By contrast, the combination and sequence of processes described here (with a broad brush, to avoid excessive lineage-, time- and place-specific detail) appear to provide a biologically and ecologically coherent and plausible explanation for most aspects of the diversification of metazoan lineages with massively mineralized body parts whose remains constitute the conspicuous, early fossils. Other benthic metazoans, such as the complex trace fossil fauna (Crimes, 1992a, b), the Ediacaran fauna (Cloud & Glaessner, 1982; Seilacher, 1989; Jensen et al., 1998) and Cambrian infauna such as sipunculids and priapulids can be understood as descendants of (presumably once pelagic) Proterozoic lineages that followed unmineralized developmental and evolutionary routes to a benthic habit and relatively large size.
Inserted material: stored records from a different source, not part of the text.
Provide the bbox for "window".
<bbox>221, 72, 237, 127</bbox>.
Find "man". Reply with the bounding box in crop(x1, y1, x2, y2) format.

By its nature, the puzzle of the Cambrian explosion can never be completely solved. However, the picture drawn here brings together, with little strain, more of the pieces, and appears more completely integrated than any that have been presented hitherto. It should be pasted on the box until a better one is devised.

NOTE ADDED IN PROOF

The diversity of mid water predators in Early Cambrian times has been discussed by J. Vaunier & J. Chen (2005). Early Cambrian food chains: new evidence from fossil aggregates in the Maotian Shau State Biota, SW China. Palaios20: 3–26.

ACKNOWLEDGEMENTS

I am particularly grateful to Stuart Humphries (IBLS Division of Ecology and Environmental Biology, University of Glasgow), for encouragement and for the considerable effort he put into calculating the effects of density increase on settlement, and on stabilization under turbulence. Thanks also to Carsten Lüter (Museum für Naturkunde, der Humboldt-Universität zu Berlin), for supplying quantitative and life-history data on discinid juveniles. Several colleagues are thanked for encouragement and incisive comments.